15+ years embedded systems specialist. Chief Innovator at Cylenk, Lecturer at FH Graubünden. Ex-GE/Alstom, medical devices, energy IoT. M.Sc. EPFL. Available for consulting/contracts or senior technical roles. Specialized in compliance-ready IoT, prototype-to-production, technical debt reduction.
Independent of section 240 or other laws, I would argue that search engine operators are content publishers as soon as we don't know how they choose the order of the results. Same for social media feeds.
Curating is a form of publishing, and following an algorithm is not curating per se, but, if that algorithm is non-transparent, and unknown to the user, it is the same end result...

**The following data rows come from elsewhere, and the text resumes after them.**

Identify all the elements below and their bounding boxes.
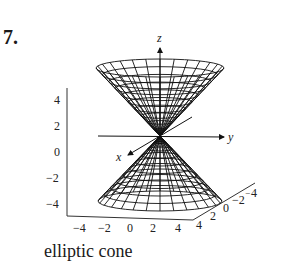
depth-tick-labels: 4 2 0 −2 4 −: [196, 186, 257, 232]
svg-text:4: 4: [54, 93, 60, 107]
figure-caption: elliptic cone: [44, 241, 132, 262]
svg-text:0: 0: [223, 201, 229, 215]
lower-nappe: [98, 136, 222, 211]
x-axis-label: x: [115, 150, 122, 164]
y-axis: [98, 136, 224, 137]
svg-text:4: 4: [196, 218, 202, 232]
bottom-tick-labels: −4−2024: [73, 221, 181, 235]
svg-text:−4: −4: [46, 197, 59, 211]
svg-text:4: 4: [175, 221, 181, 235]
svg-text:4: 4: [251, 186, 257, 200]
svg-text:−4: −4: [73, 221, 86, 235]
svg-text:−2: −2: [232, 193, 245, 207]
svg-text:−: −: [245, 188, 250, 198]
svg-text:0: 0: [127, 221, 133, 235]
cone-plot: z y x 420−2−4 −4−2024 4 2 0 −2 4 −: [0, 0, 287, 270]
z-tick-labels: 420−2−4: [46, 93, 60, 211]
svg-text:0: 0: [54, 145, 60, 159]
svg-text:−2: −2: [98, 221, 111, 235]
y-axis-label: y: [227, 130, 234, 144]
svg-text:2: 2: [210, 209, 216, 223]
svg-text:2: 2: [54, 119, 60, 133]
svg-text:−2: −2: [46, 171, 59, 185]
z-axis-label: z: [156, 31, 162, 45]
svg-text:2: 2: [150, 221, 156, 235]
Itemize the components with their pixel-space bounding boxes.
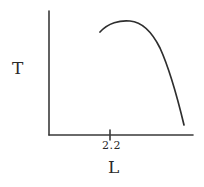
x-axis-label: L (108, 157, 119, 177)
data-curve (100, 21, 184, 125)
y-axis-label: T (12, 58, 23, 78)
x-tick-label: 2.2 (102, 139, 121, 152)
chart-canvas (0, 0, 204, 187)
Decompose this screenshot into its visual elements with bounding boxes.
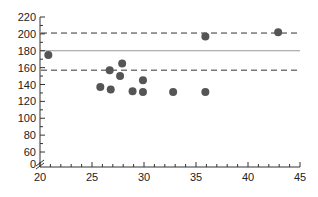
y-tick-label: 140 — [18, 79, 36, 91]
y-tick-label: 120 — [18, 95, 36, 107]
x-tick-label: 35 — [190, 171, 202, 183]
data-points — [44, 28, 282, 96]
data-point — [116, 72, 124, 80]
y-tick-label: 180 — [18, 45, 36, 57]
data-point — [169, 88, 177, 96]
data-point — [96, 83, 104, 91]
data-point — [129, 87, 137, 95]
data-point — [118, 59, 126, 67]
data-point — [139, 88, 147, 96]
y-tick-label: 220 — [18, 11, 36, 23]
reference-lines — [41, 33, 300, 70]
data-point — [274, 28, 282, 36]
data-point — [106, 66, 114, 74]
x-tick-label: 30 — [138, 171, 150, 183]
y-tick-label: 100 — [18, 112, 36, 124]
data-point — [201, 32, 209, 40]
y-tick-label: 160 — [18, 62, 36, 74]
data-point — [139, 76, 147, 84]
y-tick-label: 0 — [30, 158, 36, 170]
data-point — [201, 88, 209, 96]
x-tick-label: 40 — [242, 171, 254, 183]
scatter-chart: 06080100120140160180200220202530354045 — [0, 0, 318, 197]
y-tick-label: 200 — [18, 28, 36, 40]
data-point — [44, 51, 52, 59]
axes: 06080100120140160180200220202530354045 — [18, 11, 306, 183]
y-tick-label: 80 — [24, 129, 36, 141]
x-tick-label: 25 — [86, 171, 98, 183]
x-tick-label: 45 — [294, 171, 306, 183]
data-point — [107, 86, 115, 94]
x-tick-label: 20 — [34, 171, 46, 183]
y-tick-label: 60 — [24, 146, 36, 158]
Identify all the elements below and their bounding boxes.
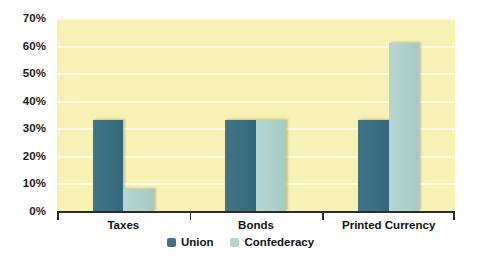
category-labels: TaxesBondsPrinted Currency [57, 219, 455, 235]
legend-item-confederacy: Confederacy [230, 236, 314, 248]
legend-swatch-icon [230, 238, 239, 247]
bar-union-bonds [225, 120, 256, 211]
bars-layer [57, 18, 455, 211]
legend-label: Union [181, 236, 214, 248]
bar-group [93, 18, 154, 211]
y-axis-tick-label: 30% [23, 122, 46, 134]
y-axis-tick-label: 70% [23, 12, 46, 24]
plot-area [57, 18, 455, 211]
bar-union-taxes [93, 120, 124, 211]
bar-confederacy-taxes [123, 189, 154, 211]
y-axis-tick-label: 50% [23, 67, 46, 79]
category-label-taxes: Taxes [107, 219, 139, 231]
legend-swatch-icon [167, 238, 176, 247]
legend-label: Confederacy [244, 236, 314, 248]
y-axis: 0%10%20%30%40%50%60%70% [0, 18, 52, 211]
bar-confederacy-printed-currency [389, 43, 420, 211]
legend-item-union: Union [167, 236, 214, 248]
chart-legend: UnionConfederacy [0, 236, 481, 248]
y-axis-tick-label: 60% [23, 40, 46, 52]
y-axis-tick-label: 40% [23, 95, 46, 107]
bar-group [358, 18, 419, 211]
bar-union-printed-currency [358, 120, 389, 211]
bar-chart-figure: 0%10%20%30%40%50%60%70% TaxesBondsPrinte… [0, 0, 481, 259]
category-label-bonds: Bonds [238, 219, 274, 231]
bar-group [225, 18, 286, 211]
bar-confederacy-bonds [256, 120, 287, 211]
y-axis-tick-label: 20% [23, 150, 46, 162]
category-label-printed-currency: Printed Currency [342, 219, 435, 231]
y-axis-tick-label: 0% [29, 205, 46, 217]
y-axis-tick-label: 10% [23, 177, 46, 189]
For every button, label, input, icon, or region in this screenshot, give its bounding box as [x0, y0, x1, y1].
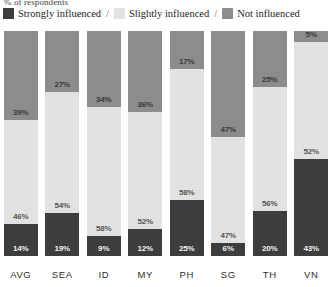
bar-segment-slightly-sea[interactable]: 54%: [45, 92, 79, 214]
bar-value-label: 12%: [137, 244, 153, 256]
bar-column-sea[interactable]: 27%54%19%: [45, 31, 79, 256]
bar-segment-not-sg[interactable]: 47%: [211, 31, 245, 137]
x-axis-tick-avg: AVG: [4, 258, 38, 280]
bar-column-id[interactable]: 34%58%9%: [87, 31, 121, 256]
bar-segment-strongly-sea[interactable]: 19%: [45, 213, 79, 256]
legend-label-strongly-influenced: Strongly influenced: [18, 8, 101, 19]
bar-value-label: 39%: [13, 108, 29, 120]
legend-label-slightly-influenced: Slightly influenced: [129, 8, 209, 19]
bar-segment-strongly-my[interactable]: 12%: [128, 229, 162, 256]
bar-value-label: 5%: [306, 31, 317, 42]
bar-segment-not-sea[interactable]: 27%: [45, 31, 79, 92]
bar-value-label: 17%: [179, 57, 195, 69]
bar-segment-strongly-th[interactable]: 20%: [253, 211, 287, 256]
bar-segment-not-ph[interactable]: 17%: [170, 31, 204, 69]
x-axis-tick-ph: PH: [170, 258, 204, 280]
bar-segment-not-my[interactable]: 36%: [128, 31, 162, 112]
bar-value-label: 43%: [303, 244, 319, 256]
bar-value-label: 34%: [96, 95, 112, 107]
legend-item-slightly-influenced[interactable]: Slightly influenced: [114, 8, 209, 19]
bar-column-ph[interactable]: 17%58%25%: [170, 31, 204, 256]
x-axis-tick-sg: SG: [211, 258, 245, 280]
bar-value-label: 47%: [220, 125, 236, 137]
bar-segment-not-th[interactable]: 25%: [253, 31, 287, 87]
bar-value-label: 9%: [98, 244, 109, 256]
bar-value-label: 6%: [223, 244, 234, 256]
bar-column-th[interactable]: 25%56%20%: [253, 31, 287, 256]
chart-legend: Strongly influenced / Slightly influence…: [3, 8, 300, 19]
legend-swatch-slightly-influenced: [114, 8, 125, 19]
bar-column-avg[interactable]: 39%46%14%: [4, 31, 38, 256]
legend-swatch-not-influenced: [222, 8, 233, 19]
bar-value-label: 52%: [303, 147, 319, 159]
bar-value-label: 56%: [262, 199, 278, 211]
bar-value-label: 36%: [137, 100, 153, 112]
x-axis-tick-th: TH: [253, 258, 287, 280]
x-axis-tick-my: MY: [128, 258, 162, 280]
bar-column-vn[interactable]: 5%52%43%: [294, 31, 328, 256]
bar-value-label: 20%: [262, 244, 278, 256]
bar-value-label: 52%: [137, 217, 153, 229]
bar-value-label: 25%: [179, 244, 195, 256]
legend-swatch-strongly-influenced: [3, 8, 14, 19]
bar-column-my[interactable]: 36%52%12%: [128, 31, 162, 256]
legend-label-not-influenced: Not influenced: [237, 8, 300, 19]
bar-value-label: 47%: [220, 231, 236, 243]
legend-item-not-influenced[interactable]: Not influenced: [222, 8, 300, 19]
bar-value-label: 58%: [179, 188, 195, 200]
bar-segment-slightly-my[interactable]: 52%: [128, 112, 162, 229]
bar-value-label: 25%: [262, 75, 278, 87]
x-axis-tick-sea: SEA: [45, 258, 79, 280]
bar-value-label: 14%: [13, 244, 29, 256]
chart-subtitle: % of respondents: [4, 0, 68, 7]
bar-segment-slightly-ph[interactable]: 58%: [170, 69, 204, 200]
bar-segment-strongly-vn[interactable]: 43%: [294, 159, 328, 256]
stacked-bar-plot-area: 39%46%14%27%54%19%34%58%9%36%52%12%17%58…: [0, 31, 332, 256]
legend-item-strongly-influenced[interactable]: Strongly influenced: [3, 8, 101, 19]
bar-segment-not-avg[interactable]: 39%: [4, 31, 38, 120]
bar-segment-not-vn[interactable]: 5%: [294, 31, 328, 42]
x-axis-tick-id: ID: [87, 258, 121, 280]
bar-segment-slightly-vn[interactable]: 52%: [294, 42, 328, 159]
bar-segment-slightly-sg[interactable]: 47%: [211, 137, 245, 243]
bar-segment-strongly-sg[interactable]: 6%: [211, 243, 245, 257]
x-axis-labels: AVGSEAIDMYPHSGTHVN: [0, 258, 332, 282]
bar-segment-slightly-avg[interactable]: 46%: [4, 120, 38, 225]
bar-value-label: 19%: [54, 244, 70, 256]
bar-segment-slightly-th[interactable]: 56%: [253, 87, 287, 212]
bar-segment-strongly-ph[interactable]: 25%: [170, 200, 204, 256]
bar-segment-strongly-avg[interactable]: 14%: [4, 224, 38, 256]
bar-value-label: 54%: [54, 201, 70, 213]
bar-segment-not-id[interactable]: 34%: [87, 31, 121, 107]
bar-value-label: 58%: [96, 224, 112, 236]
x-axis-tick-vn: VN: [294, 258, 328, 280]
legend-separator-1: /: [101, 8, 114, 19]
bar-segment-slightly-id[interactable]: 58%: [87, 107, 121, 236]
legend-separator-2: /: [209, 8, 222, 19]
bar-column-sg[interactable]: 47%47%6%: [211, 31, 245, 256]
bar-value-label: 46%: [13, 212, 29, 224]
bar-value-label: 27%: [54, 80, 70, 92]
bar-segment-strongly-id[interactable]: 9%: [87, 236, 121, 256]
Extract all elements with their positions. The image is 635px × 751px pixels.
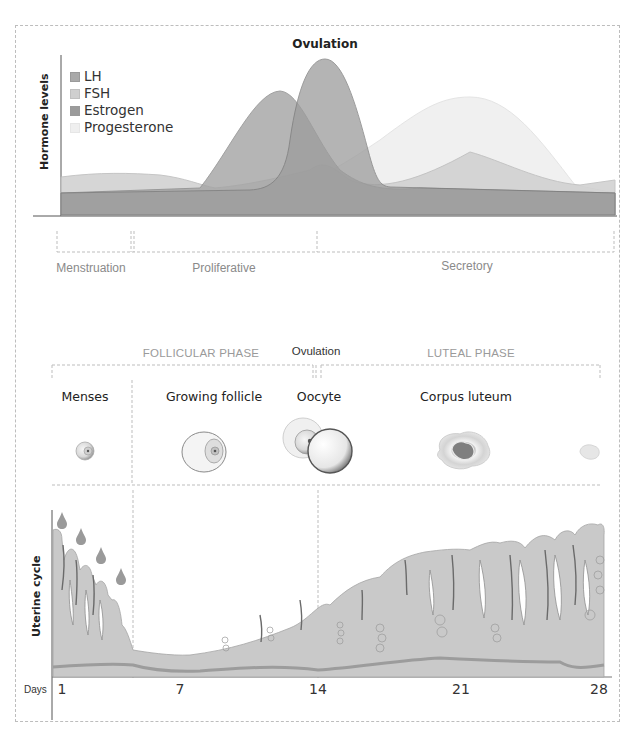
follicular-phase-label: FOLLICULAR PHASE xyxy=(143,347,259,359)
legend-label: Estrogen xyxy=(84,102,144,119)
day-tick-14: 14 xyxy=(309,681,327,697)
growing-follicle-icon xyxy=(182,432,226,472)
day-tick-1: 1 xyxy=(58,681,67,697)
legend-item-fsh: FSH xyxy=(70,85,173,102)
corpus-albicans-icon xyxy=(580,445,599,459)
days-axis-label: Days xyxy=(24,684,47,695)
stage-oocyte: Oocyte xyxy=(297,389,341,404)
hormone-legend: LH FSH Estrogen Progesterone xyxy=(70,68,173,136)
ovulation-marker-label: Ovulation xyxy=(292,345,341,357)
fsh-swatch-icon xyxy=(70,89,80,99)
uterine-cycle-label: Uterine cycle xyxy=(30,556,43,637)
day-tick-7: 7 xyxy=(176,681,185,697)
uterine-chart xyxy=(52,510,612,720)
lh-swatch-icon xyxy=(70,72,80,82)
day-tick-28: 28 xyxy=(590,681,608,697)
legend-item-lh: LH xyxy=(70,68,173,85)
phase-proliferative: Proliferative xyxy=(192,261,255,275)
uterine-phase-brackets xyxy=(57,231,614,252)
legend-label: FSH xyxy=(84,85,110,102)
day-tick-21: 21 xyxy=(452,681,470,697)
oocyte-icon xyxy=(283,418,352,473)
phase-menstruation: Menstruation xyxy=(56,261,125,275)
follicle-menses-icon xyxy=(76,442,94,460)
hormone-levels-label: Hormone levels xyxy=(38,73,51,170)
stage-corpus-luteum: Corpus luteum xyxy=(420,389,512,404)
corpus-luteum-icon xyxy=(438,432,490,469)
stage-growing-follicle: Growing follicle xyxy=(166,389,262,404)
stage-menses: Menses xyxy=(61,389,108,404)
legend-label: Progesterone xyxy=(84,119,173,136)
estrogen-swatch-icon xyxy=(70,106,80,116)
legend-label: LH xyxy=(84,68,102,85)
progesterone-swatch-icon xyxy=(70,123,80,133)
legend-item-progesterone: Progesterone xyxy=(70,119,173,136)
legend-item-estrogen: Estrogen xyxy=(70,102,173,119)
phase-secretory: Secretory xyxy=(441,259,492,273)
luteal-phase-label: LUTEAL PHASE xyxy=(427,347,515,359)
ovulation-title: Ovulation xyxy=(292,37,357,51)
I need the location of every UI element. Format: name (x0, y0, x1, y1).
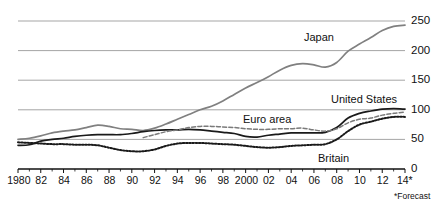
forecast-footnote: *Forecast (394, 191, 430, 201)
chart-container: Japan United States Euro area Britain 05… (0, 0, 445, 207)
y-tick-label: 250 (411, 14, 430, 26)
series-paths-group (18, 25, 405, 151)
gridlines-group (18, 21, 405, 139)
x-tick-label: 86 (81, 174, 93, 186)
x-tick-label: 92 (149, 174, 161, 186)
y-tick-label: 100 (411, 103, 430, 115)
x-tick-label: 10 (354, 174, 366, 186)
series-label-euro-area: Euro area (243, 113, 291, 125)
x-tick-label: 1980 (7, 174, 30, 186)
x-tick-label: 84 (58, 174, 70, 186)
x-tick-label: 82 (35, 174, 47, 186)
series-label-united-states: United States (331, 93, 397, 105)
x-tick-label: 96 (195, 174, 207, 186)
x-tick-label: 02 (263, 174, 275, 186)
y-tick-label: 200 (411, 44, 430, 56)
x-tick-label: 94 (172, 174, 184, 186)
y-tick-label: 0 (411, 162, 417, 174)
x-tick-label: 12 (377, 174, 389, 186)
x-tick-label: 88 (104, 174, 116, 186)
x-tick-label: 2000 (235, 174, 258, 186)
y-tick-label: 50 (411, 132, 424, 144)
x-tick-label: 04 (286, 174, 298, 186)
x-tick-label: 90 (126, 174, 138, 186)
x-tick-label: 08 (331, 174, 343, 186)
series-line-britain (18, 117, 405, 152)
series-label-britain: Britain (318, 152, 349, 164)
series-line-japan (18, 25, 405, 139)
x-tick-label: 98 (217, 174, 229, 186)
series-label-japan: Japan (304, 31, 334, 43)
x-tick-label: 14* (397, 174, 413, 186)
y-tick-label: 150 (411, 73, 430, 85)
x-tick-label: 06 (309, 174, 321, 186)
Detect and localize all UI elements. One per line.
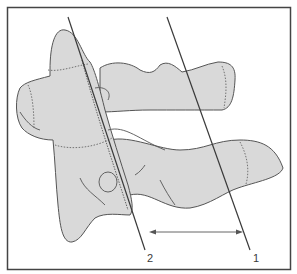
upper-vertebra-shape [100,62,235,112]
diagram-canvas: 2 1 [0,0,297,274]
line-2-label: 2 [147,252,153,264]
vertebrae-diagram: 2 1 [0,0,297,274]
line-1-label: 1 [253,252,259,264]
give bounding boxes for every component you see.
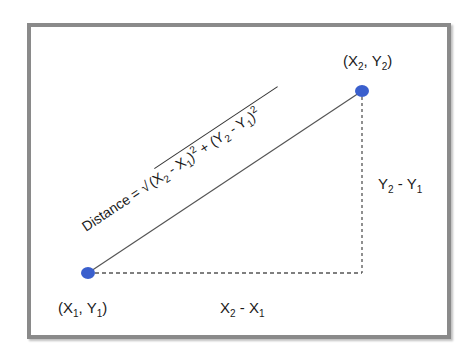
- svg-text:Distance = √(X2 - X1)2 + (Y2 -: Distance = √(X2 - X1)2 + (Y2 - Y1)2: [78, 103, 265, 237]
- point-2-marker: [355, 85, 369, 97]
- point-2-label: (X2, Y2): [343, 52, 392, 72]
- vertical-distance-label: Y2 - Y1: [378, 175, 423, 195]
- point-1-label: (X1, Y1): [58, 299, 107, 319]
- hypotenuse-line: [88, 91, 362, 273]
- horizontal-distance-label: X2 - X1: [220, 299, 265, 319]
- distance-formula: Distance = √(X2 - X1)2 + (Y2 - Y1)2: [78, 87, 290, 237]
- distance-diagram: (X1, Y1) (X2, Y2) X2 - X1 Y2 - Y1 Distan…: [0, 0, 472, 359]
- point-1-marker: [81, 267, 95, 279]
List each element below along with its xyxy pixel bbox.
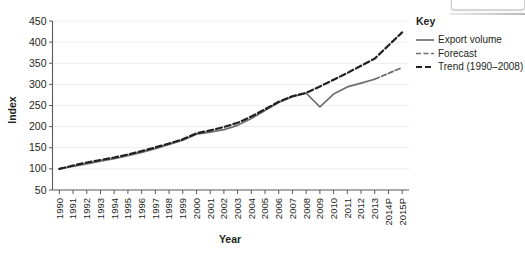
legend-title: Key <box>416 15 435 27</box>
series-line <box>59 32 402 168</box>
y-axis-title: Index <box>6 96 18 124</box>
chart-figure: 50100150200250300350400450 1990199119921… <box>0 0 525 255</box>
y-tick-label: 450 <box>29 15 47 27</box>
legend-label: Forecast <box>438 48 477 59</box>
x-tick-label: 2010 <box>328 198 339 219</box>
y-tick-label: 50 <box>35 184 47 196</box>
x-tick-label: 1990 <box>54 198 65 219</box>
page-corner-artifact <box>451 0 525 10</box>
x-axis-tick-labels: 1990199119921993199419951996199719981999… <box>54 198 408 225</box>
x-tick-label: 1998 <box>163 198 174 219</box>
y-tick-label: 400 <box>29 36 47 48</box>
x-tick-label: 2002 <box>218 198 229 219</box>
y-tick-label: 200 <box>29 120 47 132</box>
y-tick-label: 250 <box>29 99 47 111</box>
x-tick-label: 2006 <box>273 198 284 219</box>
y-axis-tick-labels: 50100150200250300350400450 <box>29 15 47 196</box>
x-tick-label: 2008 <box>301 198 312 219</box>
x-tick-label: 1995 <box>122 198 133 219</box>
gridlines <box>49 21 409 190</box>
x-tick-label: 1991 <box>67 198 78 219</box>
x-tick-label: 2004 <box>246 198 257 219</box>
series-line <box>59 79 374 169</box>
legend-items: Export volumeForecastTrend (1990–2008) <box>416 34 523 72</box>
x-tick-label: 1996 <box>136 198 147 219</box>
x-tick-label: 1999 <box>177 198 188 219</box>
x-tick-label: 2009 <box>314 198 325 219</box>
x-tick-label: 1997 <box>150 198 161 219</box>
x-tick-label: 1992 <box>81 198 92 219</box>
line-chart: 50100150200250300350400450 1990199119921… <box>0 0 525 255</box>
x-tick-label: 2007 <box>287 198 298 219</box>
x-tick-label: 2013 <box>369 198 380 219</box>
x-tick-label: 2003 <box>232 198 243 219</box>
y-tick-label: 150 <box>29 141 47 153</box>
x-tick-label: 2012 <box>355 198 366 219</box>
y-tick-label: 350 <box>29 57 47 69</box>
legend-label: Trend (1990–2008) <box>438 61 523 72</box>
page-edge-artifact <box>450 13 525 15</box>
x-tick-label: 2011 <box>342 198 353 218</box>
legend-label: Export volume <box>438 34 502 45</box>
x-tick-label: 2000 <box>191 198 202 219</box>
series-line <box>375 67 402 79</box>
y-tick-label: 300 <box>29 78 47 90</box>
y-tick-label: 100 <box>29 162 47 174</box>
x-axis-ticks <box>59 190 402 194</box>
x-tick-label: 2015P <box>397 198 408 225</box>
x-axis-title: Year <box>219 233 241 245</box>
data-series-layer <box>59 32 402 168</box>
x-tick-label: 2005 <box>259 198 270 219</box>
x-tick-label: 2001 <box>205 198 216 219</box>
x-tick-label: 1993 <box>95 198 106 219</box>
x-tick-label: 2014P <box>383 198 394 225</box>
x-tick-label: 1994 <box>109 198 120 219</box>
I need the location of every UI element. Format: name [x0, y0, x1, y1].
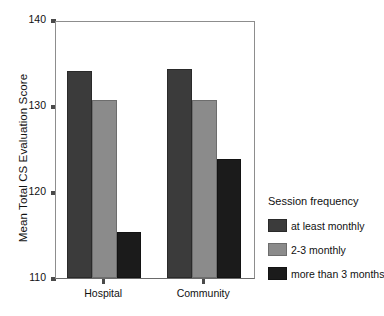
bar [192, 100, 217, 278]
plot-area [55, 21, 255, 279]
legend-item: 2-3 monthly [268, 243, 380, 256]
legend-item: at least monthly [268, 219, 380, 232]
bar [92, 100, 117, 278]
legend-swatch [268, 243, 287, 256]
legend-swatch [268, 267, 287, 280]
legend-entries: at least monthly2-3 monthlymore than 3 m… [268, 219, 380, 280]
y-tick-label: 140 [28, 13, 46, 25]
legend-swatch [268, 219, 287, 232]
legend-label: 2-3 monthly [291, 244, 346, 256]
x-tick-label: Community [143, 287, 263, 299]
legend-title: Session frequency [268, 195, 380, 207]
legend-item: more than 3 months [268, 267, 380, 280]
x-tick-mark [102, 279, 105, 284]
x-tick-mark [202, 279, 205, 284]
bar [217, 159, 242, 278]
legend-label: at least monthly [291, 220, 365, 232]
bar [117, 232, 142, 278]
y-tick-label: 120 [28, 185, 46, 197]
y-axis-title: Mean Total CS Evaluation Score [17, 43, 29, 273]
legend-label: more than 3 months [291, 268, 384, 280]
y-tick-label: 130 [28, 99, 46, 111]
legend: Session frequency at least monthly2-3 mo… [268, 195, 380, 291]
y-tick-label: 110 [29, 271, 46, 283]
bar [67, 71, 92, 278]
bar [167, 69, 192, 278]
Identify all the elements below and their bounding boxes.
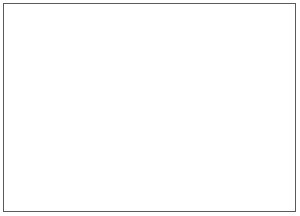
- figure-frame: [0, 0, 300, 216]
- medical-illustration: [4, 4, 295, 211]
- illustration-canvas: [4, 4, 295, 211]
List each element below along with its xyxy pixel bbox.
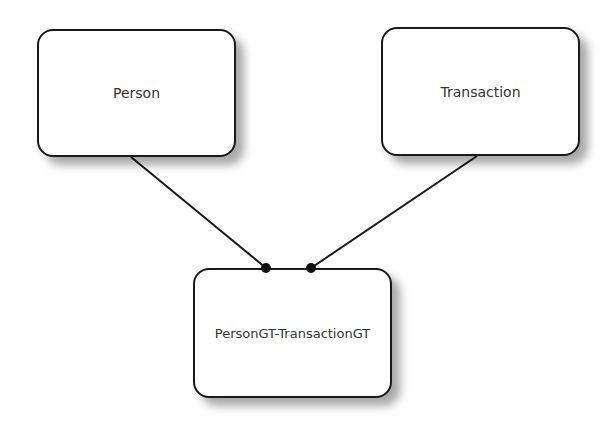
connector-dots (0, 0, 615, 431)
connector-dot-icon (306, 263, 316, 273)
connector-dot-icon (261, 263, 271, 273)
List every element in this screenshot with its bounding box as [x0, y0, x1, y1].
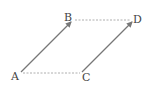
point-label-c: C [82, 71, 90, 84]
point-label-d: D [133, 13, 142, 26]
vector-a-b [21, 22, 71, 72]
vector-c-d [82, 22, 132, 72]
point-label-b: B [64, 11, 72, 24]
point-label-a: A [10, 70, 20, 83]
parallelogram-diagram: A B C D [0, 0, 152, 88]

In school when we got introduced to calculator, the teacher told us that he was not here to teach it to us. Only maybe guide us, we had a few lessons of us sitting down with the manual and having to learn (mostly by ourselves, but he would also help) how to use the calculator we chose. After that, it was to each its own, he wouldn't give any explanations...
This is IMHO fair, he was anyway teaching us math, not using a calculator.
I really think that you are onto something there. Or maybe a bloat index calculating the ratio between user content and downloaded content. Like 1kB of text but with 2 MB of JavaScript/CSS etc would give you an index of 2000 whereas if you only had 23 kB of JavaScript/CSS etc, it would 23.
A big part of learning is also in the social interaction. VR, no matter how good, will just never match that. You don't only need information, you also need interactions, real life interaction...
I think VR might help to some subjects, but having an all-VR experience seems an awful thing to me...
Local models are quite efficient as well.